Overcoming the registration problem in augmented reality is easy – as long as you’re willing to cache a three dimensional map of an entire city

Update: this article previously identified the firm Metaio as ‘Junaio.’ Turns out Junaio is the app, Metaio its maker.

Most “real world” augmented reality is primitive, at best. Applications like Layar and “rich storytelling” new media startup TagWhat produce software that can overlay, on your smartphone’s camera view, interesting information about places and objects around you, but that’s about it. Their interfaces are relatively static, relying on “tags” or pop-ups to provide information, rather than truly integrating their augmented reality with the real thing.

Not so Metaio.
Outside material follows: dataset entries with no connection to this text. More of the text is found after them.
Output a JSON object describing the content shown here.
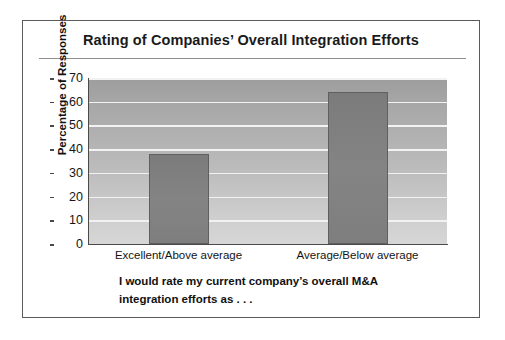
{
  "figure": {
    "title": "Rating of Companies’ Overall Integration Efforts",
    "caption_line1": "I would rate my current company’s overall M&A",
    "caption_line2": "integration efforts as . . ."
  },
  "colors": {
    "frame": "#5b5b5b",
    "bar_fill": "#7d7d7d",
    "bar_edge": "#5f5f5f",
    "gridline": "#f2f2f2",
    "axis": "#4a4a4a",
    "plot_bg_top": "#9d9d9d",
    "plot_bg_bottom": "#d6d6d6",
    "text": "#111111"
  },
  "chart_data": {
    "type": "bar",
    "title": "Rating of Companies’ Overall Integration Efforts",
    "categories": [
      "Excellent/Above average",
      "Average/Below average"
    ],
    "values": [
      38,
      64
    ],
    "xlabel": "",
    "ylabel": "Percentage of Responses",
    "ylim": [
      0,
      70
    ],
    "yticks": [
      0,
      10,
      20,
      30,
      40,
      50,
      60,
      70
    ],
    "ytick_labels": [
      "0",
      "10",
      "20",
      "30",
      "40",
      "50",
      "60",
      "70"
    ],
    "grid": true,
    "grid_axis": "y",
    "legend": false,
    "annotation": "I would rate my current company’s overall M&A integration efforts as . . ."
  }
}
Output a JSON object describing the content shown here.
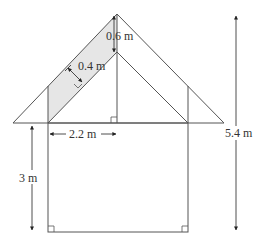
{
  "diagram": {
    "labels": {
      "roof_gap": "0.6 m",
      "rafter_width": "0.4 m",
      "half_span": "2.2 m",
      "wall_height": "3 m",
      "total_height": "5.4 m"
    },
    "colors": {
      "line": "#555555",
      "shade": "#e6e6e6",
      "background": "#ffffff"
    }
  }
}
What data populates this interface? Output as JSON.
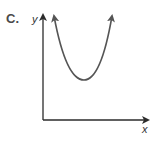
{
  "option_label": "C.",
  "diagram": {
    "type": "graph",
    "x_axis_label": "x",
    "y_axis_label": "y",
    "curve": "parabola opening upward",
    "vertex_position": "above x-axis, to the right of y-axis",
    "colors": {
      "axes": "#2b2b2b",
      "curve": "#555555",
      "text": "#4a4a4a"
    }
  }
}
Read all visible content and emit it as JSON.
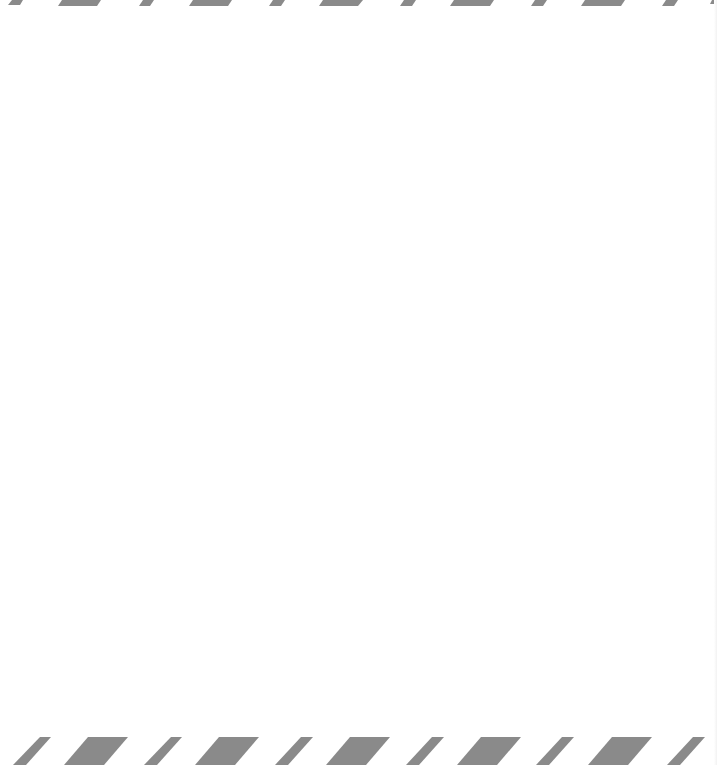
{
  "page": {
    "background_color": "#ffffff",
    "stripe_color": "#8a8a8a"
  },
  "top_border": {
    "pattern": "alternating-diagonal-stripes",
    "stripe_count": 11
  },
  "bottom_border": {
    "pattern": "alternating-diagonal-stripes",
    "stripe_count": 11
  },
  "main": {
    "content": ""
  }
}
In a video just launched to promote upcoming AR conference insideAR, Metaio is showing off a demonstration technology that overlays augmented reality on top of real reality – with a fidelity of up to 40,000 polygons at once.

The results might look like they were rendered on a Nintendo GameCube, but keep in mind that Junaio is using a mere phone to: analyze a scene, interpret the distance to objects and the orientation of the phone in 6 dimensions, and project images on top of what it sees – all in real time.
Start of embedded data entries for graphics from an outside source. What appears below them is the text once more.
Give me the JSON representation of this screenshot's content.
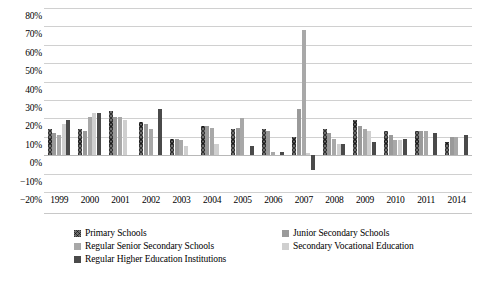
{
  "chart_data": {
    "type": "bar",
    "title": "",
    "subtitle": "",
    "xlabel": "",
    "ylabel": "",
    "ylim": [
      -20,
      80
    ],
    "ytick_step": 10,
    "grid": true,
    "legend_position": "bottom",
    "categories": [
      "1999",
      "2000",
      "2001",
      "2002",
      "2003",
      "2004",
      "2005",
      "2006",
      "2007",
      "2008",
      "2009",
      "2010",
      "2011",
      "2014"
    ],
    "ytick_labels": [
      "80%",
      "70%",
      "60%",
      "50%",
      "40%",
      "30%",
      "20%",
      "10%",
      "0%",
      "−10%",
      "−20%"
    ],
    "ytick_values": [
      80,
      70,
      60,
      50,
      40,
      30,
      20,
      10,
      0,
      -10,
      -20
    ],
    "series": [
      {
        "name": "Primary Schools",
        "color": "#6e6e6e",
        "pattern": "crosshatch",
        "values": [
          14,
          14,
          24,
          18,
          9,
          16,
          14,
          14,
          10,
          14,
          19,
          13,
          13,
          7
        ]
      },
      {
        "name": "Junior Secondary Schools",
        "color": "#9a9a9a",
        "pattern": "solid",
        "values": [
          12,
          13,
          21,
          17,
          9,
          16,
          15,
          13,
          25,
          12,
          16,
          11,
          13,
          10
        ]
      },
      {
        "name": "Regular Senior Secondary Schools",
        "color": "#a8a8a8",
        "pattern": "solid",
        "values": [
          11,
          21,
          21,
          14,
          8,
          15,
          20,
          2,
          68,
          9,
          14,
          8,
          13,
          10
        ]
      },
      {
        "name": "Secondary Vocational Education",
        "color": "#cfcfcf",
        "pattern": "solid",
        "values": [
          17,
          23,
          19,
          0,
          5,
          6,
          0,
          0,
          1,
          6,
          13,
          8,
          0,
          0
        ]
      },
      {
        "name": "Regular Higher Education Institutions",
        "color": "#4a4a4a",
        "pattern": "solid",
        "values": [
          19,
          23,
          0,
          25,
          0,
          0,
          5,
          2,
          -8,
          6,
          7,
          9,
          12,
          11
        ]
      }
    ]
  },
  "legend": {
    "items": [
      {
        "label": "Primary Schools",
        "series": 0
      },
      {
        "label": "Junior Secondary Schools",
        "series": 1
      },
      {
        "label": "Regular Senior Secondary Schools",
        "series": 2
      },
      {
        "label": "Secondary Vocational Education",
        "series": 3
      },
      {
        "label": "Regular Higher Education Institutions",
        "series": 4
      }
    ]
  }
}
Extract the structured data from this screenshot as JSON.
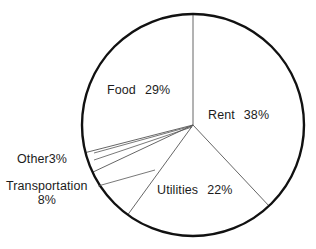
{
  "chart_data": {
    "type": "pie",
    "title": "TYPICAL WELFARE RECIPIENT",
    "subtitle": "",
    "xlabel": "",
    "ylabel": "",
    "unit": "%",
    "legend_position": "none",
    "grid": false,
    "start_angle_deg": 0,
    "direction": "clockwise",
    "categories": [
      "Rent",
      "Utilities",
      "Transportation",
      "Other",
      "Food"
    ],
    "values": [
      38,
      22,
      8,
      3,
      29
    ],
    "slices": [
      {
        "name": "Rent",
        "label": "Rent",
        "value": 38,
        "value_text": "38%",
        "label_placement": "inside",
        "label_x": 208,
        "label_y": 108,
        "color": "#ffffff",
        "outline": "#111111"
      },
      {
        "name": "Utilities",
        "label": "Utilities",
        "value": 22,
        "value_text": "22%",
        "label_placement": "inside",
        "label_x": 157,
        "label_y": 183,
        "color": "#ffffff",
        "outline": "#111111"
      },
      {
        "name": "Transportation",
        "label": "Transportation",
        "value": 8,
        "value_text": "8%",
        "label_placement": "outside-callout",
        "label_x": 6,
        "label_y": 179,
        "color": "#ffffff",
        "outline": "#111111"
      },
      {
        "name": "Other",
        "label": "Other",
        "value": 3,
        "value_text": "3%",
        "label_placement": "outside-callout",
        "label_x": 17,
        "label_y": 152,
        "color": "#ffffff",
        "outline": "#111111"
      },
      {
        "name": "Food",
        "label": "Food",
        "value": 29,
        "value_text": "29%",
        "label_placement": "inside",
        "label_x": 107,
        "label_y": 83,
        "color": "#ffffff",
        "outline": "#111111"
      }
    ],
    "geometry": {
      "center_x": 193,
      "center_y": 125,
      "radius": 111,
      "outline_color": "#111111",
      "outline_width": 2.4,
      "divider_color": "#555555",
      "divider_width": 0.9,
      "background": "#ffffff"
    }
  }
}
The problem that has plagued real-world augmented reality, the kind that, once unleashed, will probably be the most amazing thing anyone has seen since the PC revolution itself, is that it’s really hard to know exactly what the camera that’s to overlay reality with a convincingly augmented simulacrum of it is pointing at.

GPS and similar location services aren’t accurate enough to pinpoint your location, and the orientation sensors in most phones barely know when you’ve rotated the device, much less what its exact pitch and yaw are.

But if a device, like the Tegra-2 and Android-powered Samsung smartphone used in this demo, has stored in it a complete three-dimensional representation of a given physical environment, it can simply analyze the scene visually and map augmented reality on top of it using that information. In this way, GPS and orientation sensors are used solely to narrow down the number of different scenes the device has to search in its map of a given city.

This, in short, is what real augmented reality looks like. And when it arrives – in conjunction with displays that fit into eyeglasses, which need to improve significantly before they can be used for this application – it will transform our lives as much as PCs and smartphones have, if not more.